The first substantive part of this paper examines the ‘concentric circles’ of inclusion: armed belligerents (among them terrorists), unarmed political actors and civil society, weak and marginal groups, and women, and how they relate to diverse and changing logics of exclusion. The second part examines the tension between pragmatic efficacy in peacemaking (in which the principal belligerents make ‘their’ peace) and the legitimacy of the agreement that results (a national political settlement). The paper then turns to different approaches to inclusion in peace processes and in political settlements, and to how inclusion can be envisaged in a ‘post-democratic’ era of turbulent ‘political markets’, in which some important pre-democratic political principles remain, notably that loyalty takes precedence over legitimacy. The fourth substantive section looks at methodological issues with the study of inclusion in peacemaking, and the final part reflects on the process whereby the norm of inclusion has becomes a political fact, in a changed terrain of peacemaking in which there is no longer a meaningful separation between conflict mediation and political processes.

The full essay is available in The Fabric of Peace in Africa: Looking Beyond the State, edited by Pamela Aall and Chester A. Crocker.

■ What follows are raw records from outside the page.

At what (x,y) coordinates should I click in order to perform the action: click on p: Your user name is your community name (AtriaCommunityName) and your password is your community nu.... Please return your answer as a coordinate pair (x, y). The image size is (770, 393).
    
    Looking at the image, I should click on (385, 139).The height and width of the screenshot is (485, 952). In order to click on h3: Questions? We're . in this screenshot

Alex de Waal is a Research Professor at The Fletcher School, Tufts University, and leads the WPF research programs on African Peacemaking and Mass Starvation.

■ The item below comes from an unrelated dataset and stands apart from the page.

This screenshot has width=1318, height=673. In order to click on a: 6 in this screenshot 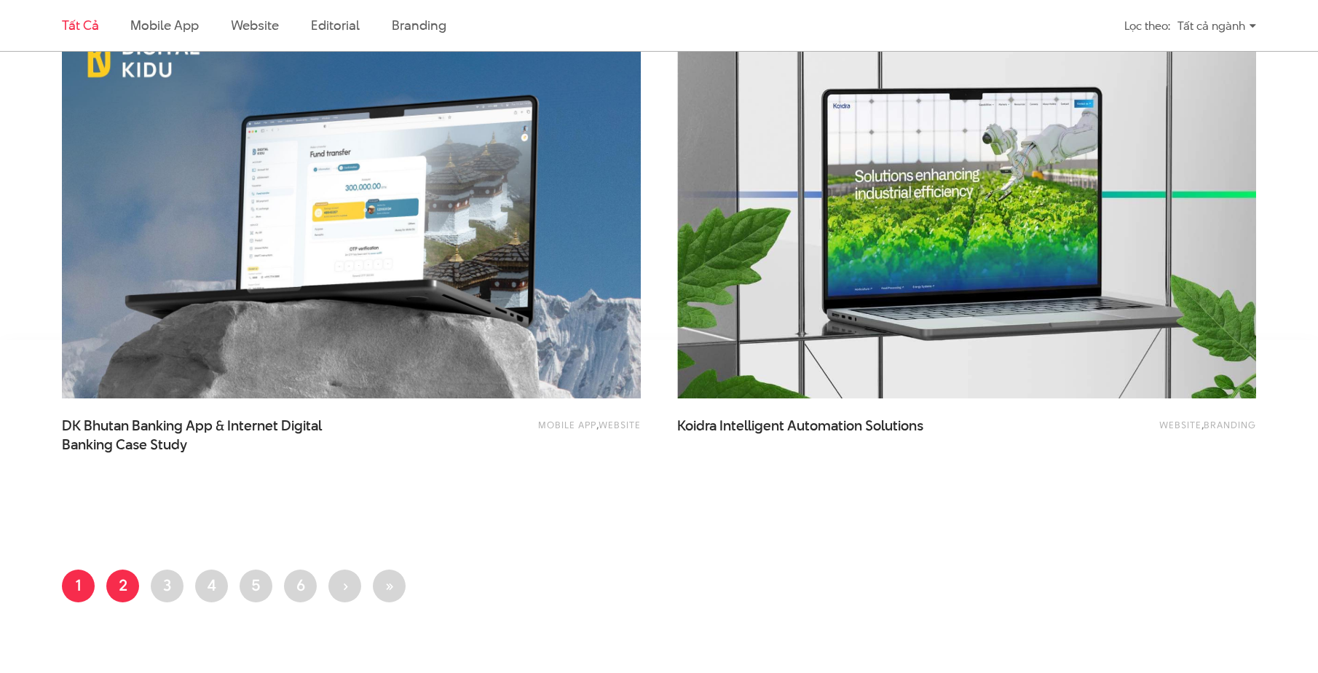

Considered one of the foremost experts on the Horn of Africa, his scholarly work and practice has also probed humanitarian crisis and response, human rights, pandemic disease, and conflict and peace-building. His latest book is New Pandemics, Old Politics: Two Hundred Years of War on Disease and its Alternatives. He is also author of Mass Starvation: The History and Future of Famine and The Real Politics of the Horn of Africa (Polity Press, 2015) Click for a full list of his publications. Following a fellowship with the Global Equity Initiative at Harvard (2004-06), he worked with the Social Science Research Council as Director of the program on HIV/AIDS and Social Transformation, and led projects on conflict and humanitarian crises in Africa (2006-09). During 2005-06, de Waal was seconded to the African Union mediation team for Darfur and from 2009-11 served as senior adviser to the African Union High-Level Implementation Panel for Sudan. He was on the list of Foreign Policy’s 100 most influential public intellectuals in 2008 and Atlantic Monthly’s 27 “brave thinkers” in 2009 and is the winner of the 2024 Huxley Award of the Royal Anthropological Institute.Prof. Alex de Waal regularly teaches a course on Conflict in Africa at the Fletcher School, Tufts University.  During this course, students should gain a deeper understanding of the nature of contemporary violent conflict in Africa. Students will be expected to master the key theoretical approaches to violence in Africa, and to become familiar with a number of important case studies. The focus is on the origins and nature of violence, rather than policy responses and solutions. The course is inter-disciplinary and involves readings in political science, international relations, and social anthropology, while also touching on economics, environmental studies, and history.